From now on, beings as such waver, insofar as we put them into question. The oscillation of this wavering reaches out into the most extreme and sharpest counterpossibility of beings, into not-Being and Nothing. The search for the Why now transforms itself accordingly. It does not just try to provide a present-at-hand ground for explaining what is present at hand—instead, we are now searching for a ground that is supposed to ground the dominance of beings as an overcoming of Nothing. The ground in question is now questioned as the ground of the decision for beings over against Nothing—more precisely, as the ground for the wavering of the beings that sustain us and unbind us, half in being, half not in being, which is also why we cannot wholly belong to any thing, not even to ourselves; yet Dasein is in each case mine.
[The qualification “in each case mine” signifies: Dasein is thrown to me so that my self may be Dasein. But Dasein means: care of the Being of beings as such that is ecstatically disclosed in care, not only of human Being. Dasein is “in each case mine”; this means neither that it is posited by me, nor that it is confined to an isolated ego. Dasein is itself by virtue of its essential connection to Being as such. This is what the oft-repeated sentence in Being and Time means: the understanding of Being belongs to Dasein.]
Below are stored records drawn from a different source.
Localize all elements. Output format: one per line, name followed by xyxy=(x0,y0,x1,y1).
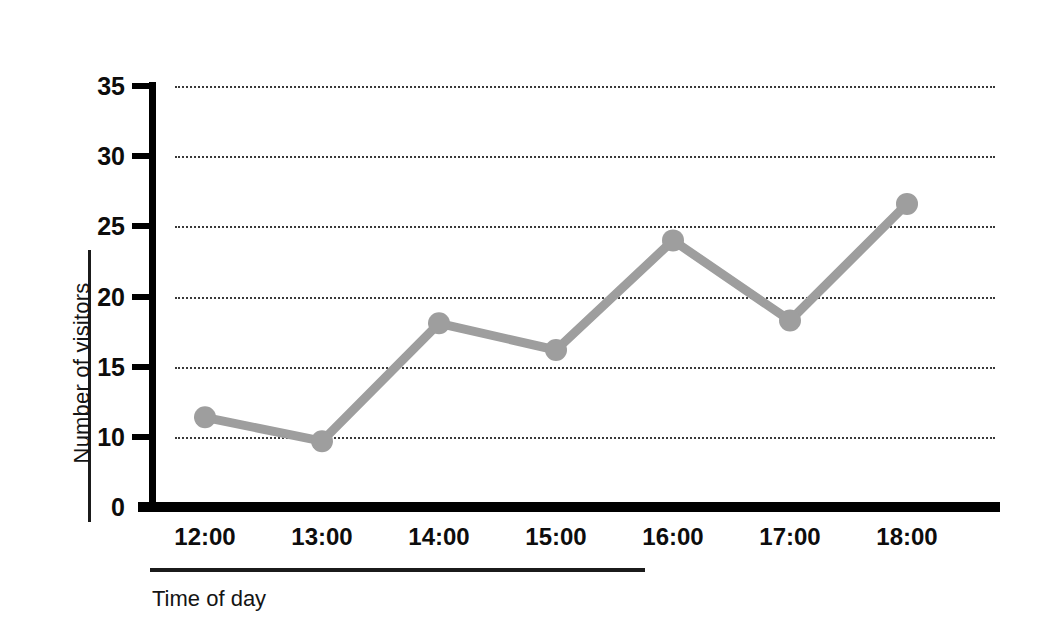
data-point-12-00 xyxy=(194,406,216,428)
data-point-14-00 xyxy=(428,312,450,334)
chart-figure: Number of visitors 0101520253035 12:0013… xyxy=(0,0,1053,633)
data-point-13-00 xyxy=(311,430,333,452)
data-series-layer xyxy=(0,0,1053,633)
data-point-18-00 xyxy=(896,193,918,215)
x-axis-title: Time of day xyxy=(152,586,266,612)
data-point-16-00 xyxy=(662,229,684,251)
data-point-15-00 xyxy=(545,339,567,361)
data-point-17-00 xyxy=(779,310,801,332)
series-markers xyxy=(194,193,918,452)
x-axis-title-rule xyxy=(150,568,645,572)
plot-area: 0101520253035 12:0013:0014:0015:0016:001… xyxy=(0,0,1053,633)
series-line-number-of-visitors xyxy=(205,204,907,441)
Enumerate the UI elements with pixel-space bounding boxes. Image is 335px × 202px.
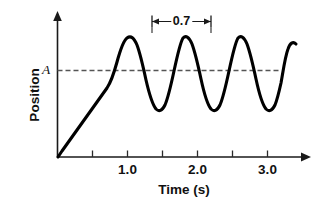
dimension-arrow-right: [204, 18, 211, 24]
x-axis-title: Time (s): [158, 183, 210, 197]
period-value-label: 0.7: [171, 15, 192, 28]
amplitude-label: A: [42, 63, 50, 77]
y-axis-arrowhead: [53, 11, 62, 21]
position-curve: [58, 37, 296, 157]
y-axis: [53, 11, 62, 157]
dimension-arrow-left: [152, 18, 159, 24]
x-tick-label-2: 2.0: [188, 163, 207, 177]
x-axis: [58, 153, 312, 162]
chart-plot-area: [0, 0, 335, 202]
y-axis-title: Position: [28, 68, 42, 121]
position-time-chart: 0.7 A 1.0 2.0 3.0 Time (s) Position: [0, 0, 335, 202]
x-axis-ticks: [93, 151, 268, 158]
x-tick-label-3: 3.0: [258, 163, 277, 177]
x-axis-arrowhead: [301, 153, 311, 162]
x-tick-label-1: 1.0: [118, 163, 137, 177]
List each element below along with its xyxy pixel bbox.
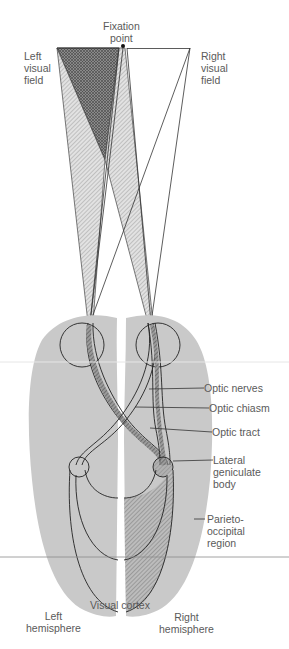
left-hemisphere-shape (29, 315, 118, 617)
visual-pathway-diagram (0, 0, 289, 649)
left-visual-field-label: Left visual field (24, 50, 51, 86)
optic-nerves-label: Optic nerves (204, 382, 263, 394)
right-hemisphere-label: Right hemisphere (159, 611, 214, 635)
right-field-box (127, 48, 190, 49)
parieto-occipital-region-label: Parieto- occipital region (207, 513, 245, 549)
visual-cortex-label: Visual cortex (90, 599, 150, 611)
brain (29, 315, 212, 618)
fixation-point-label: Fixation point (103, 20, 140, 44)
visual-field-rays (57, 44, 190, 323)
left-hemisphere-label: Left hemisphere (26, 610, 81, 634)
fixation-point-dot (121, 44, 125, 48)
lateral-geniculate-body-label: Lateral geniculate body (213, 454, 261, 490)
right-visual-field-label: Right visual field (201, 50, 228, 86)
optic-chiasm-label: Optic chiasm (209, 402, 270, 414)
optic-tract-label: Optic tract (212, 426, 260, 438)
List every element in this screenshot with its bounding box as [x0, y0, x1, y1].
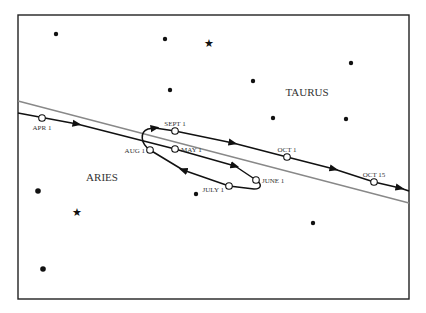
star-dot	[163, 37, 167, 41]
date-marker-circle	[172, 128, 179, 135]
star-dot	[194, 192, 198, 196]
date-label: AUG 1	[125, 147, 146, 155]
star-dot	[40, 266, 46, 272]
date-label: JUNE 1	[262, 177, 285, 185]
star-dot	[271, 116, 275, 120]
constellation-label-aries: ARIES	[86, 171, 118, 183]
star-icon: ★	[72, 206, 82, 219]
constellation-label-taurus: TAURUS	[285, 86, 328, 98]
date-label: MAY 1	[181, 146, 202, 154]
star-dot	[344, 117, 348, 121]
date-marker-circle	[39, 115, 46, 122]
date-marker-circle	[226, 183, 233, 190]
date-label: OCT 1	[277, 146, 297, 154]
star-dot	[54, 32, 58, 36]
star-dot	[251, 79, 255, 83]
star-dot	[35, 188, 41, 194]
date-marker-circle	[253, 177, 260, 184]
date-marker-circle	[284, 154, 291, 161]
constellation-labels: TAURUSARIES	[86, 86, 328, 183]
star-dot	[349, 61, 353, 65]
date-label: APR 1	[33, 124, 52, 132]
diagram-frame	[18, 15, 409, 299]
planet-retrograde-diagram: APR 1MAY 1JUNE 1JULY 1AUG 1SEPT 1OCT 1OC…	[0, 0, 426, 313]
date-marker-circle	[172, 146, 179, 153]
date-label: SEPT 1	[164, 120, 186, 128]
date-marker-circle	[147, 147, 154, 154]
date-label: JULY 1	[203, 186, 225, 194]
star-icon: ★	[204, 37, 214, 50]
date-marker-circle	[371, 179, 378, 186]
date-label: OCT 15	[363, 171, 386, 179]
star-dot	[168, 88, 172, 92]
star-dot	[311, 221, 315, 225]
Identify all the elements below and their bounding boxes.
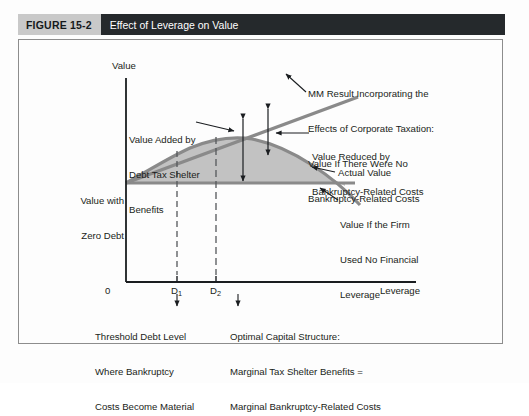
annotation-mm-line1: MM Result Incorporating the <box>308 88 434 100</box>
annotation-no-leverage-line1: Value If the Firm <box>340 219 418 231</box>
annotation-actual-value: Actual Value <box>338 167 391 179</box>
annotation-tax-shelter-line2: Debt Tax Shelter <box>129 169 200 181</box>
figure-header: FIGURE 15-2 Effect of Leverage on Value <box>18 14 505 35</box>
note-optimal-line3: Marginal Bankruptcy-Related Costs <box>230 401 381 413</box>
x-tick-d1-subscript: 1 <box>178 289 182 298</box>
x-tick-d2-subscript: 2 <box>217 289 221 298</box>
annotation-zero-debt-line2: Zero Debt <box>66 230 124 242</box>
x-tick-origin: 0 <box>105 285 110 297</box>
annotation-tax-shelter-line3: Benefits <box>129 204 200 216</box>
annotation-no-leverage-line2: Used No Financial <box>340 254 418 266</box>
y-axis-label: Value <box>112 60 136 72</box>
annotation-tax-shelter-line1: Value Added by <box>129 134 200 146</box>
note-threshold-line1: Threshold Debt Level <box>95 331 194 343</box>
annotation-reduced-line1: Value Reduced by <box>312 151 423 163</box>
x-tick-d2-base: D <box>210 285 217 296</box>
note-optimal-line1: Optimal Capital Structure: <box>230 331 381 343</box>
note-threshold-line2: Where Bankruptcy <box>95 366 194 378</box>
figure-number-badge: FIGURE 15-2 <box>18 14 101 35</box>
note-optimal-capital-structure: Optimal Capital Structure: Marginal Tax … <box>230 308 381 416</box>
x-tick-d1-base: D <box>171 285 178 296</box>
annotation-no-leverage-line3: Leverage <box>340 289 418 301</box>
x-tick-d1: D1 <box>171 285 182 300</box>
annotation-no-leverage: Value If the Firm Used No Financial Leve… <box>340 196 418 324</box>
note-threshold-line3: Costs Become Material <box>95 401 194 413</box>
x-tick-d2: D2 <box>210 285 221 300</box>
annotation-zero-debt-line1: Value with <box>66 195 124 207</box>
note-optimal-line2: Marginal Tax Shelter Benefits = <box>230 366 381 378</box>
annotation-zero-debt: Value with Zero Debt <box>66 172 124 265</box>
note-threshold-debt-level: Threshold Debt Level Where Bankruptcy Co… <box>95 308 194 416</box>
annotation-tax-shelter: Value Added by Debt Tax Shelter Benefits <box>129 111 200 239</box>
figure-title: Effect of Leverage on Value <box>101 14 505 35</box>
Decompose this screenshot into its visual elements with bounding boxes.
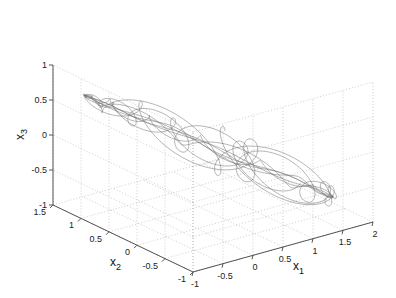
x3-tick-label: 0 <box>42 130 47 140</box>
grid-line <box>109 182 289 232</box>
grid-line <box>143 180 283 247</box>
x2-tick-mark <box>78 218 81 221</box>
grid-line <box>53 155 233 205</box>
x2-tick-mark <box>134 245 137 248</box>
x2-axis-label: x2 <box>110 255 121 272</box>
x3-axis-label: x3 <box>13 129 29 140</box>
x3-tick-label: 1 <box>42 60 47 70</box>
x2-tick-label: 1 <box>69 220 74 230</box>
x2-tick-mark <box>162 259 165 262</box>
x1-tick-label: 0 <box>252 262 257 272</box>
grid-line <box>173 172 313 239</box>
chart-figure: 10.50-0.5-11.510.50-0.5-1-1-0.500.511.52… <box>0 0 396 298</box>
x2-axis-line <box>53 205 193 272</box>
grid-line <box>165 209 345 259</box>
grid-line <box>53 65 193 132</box>
x1-tick-label: -0.5 <box>217 271 233 281</box>
x2-tick-label: 0.5 <box>89 234 102 244</box>
grid-line <box>137 195 317 245</box>
x2-tick-label: -1 <box>178 274 186 284</box>
grid-line <box>53 170 193 237</box>
x1-tick-label: 0.5 <box>279 254 292 264</box>
x1-axis-label: x1 <box>293 259 304 276</box>
grid-line <box>53 135 193 202</box>
plot-3d: 10.50-0.5-11.510.50-0.5-1-1-0.500.511.52… <box>0 0 396 298</box>
x2-tick-label: 1.5 <box>33 207 46 217</box>
x3-tick-label: 0.5 <box>34 95 47 105</box>
x1-tick-label: 1.5 <box>339 237 352 247</box>
x1-tick-label: 2 <box>372 229 377 239</box>
grid-line <box>203 163 343 230</box>
grid-line <box>53 100 193 167</box>
x2-tick-label: -0.5 <box>142 261 158 271</box>
grid-line <box>113 188 253 255</box>
grid-line <box>81 168 261 218</box>
x3-tick-label: -0.5 <box>31 165 47 175</box>
x1-tick-label: 1 <box>312 246 317 256</box>
x1-tick-label: -1 <box>191 279 199 289</box>
x2-tick-label: 0 <box>125 247 130 257</box>
grid-line <box>83 197 223 264</box>
grid-line <box>193 82 373 132</box>
x2-tick-mark <box>106 232 109 235</box>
Thus, it is already becoming clearer that this “instead of nothing?” is no superfluous addition to the real question. Instead, this turn of phrase is an essential component of the whole interrogative sentence, which as a whole expresses a completely different question from what is meant by the question: Why are there beings? With our question we establish ourselves among beings in such a way that they forfeit their self-evidence as beings.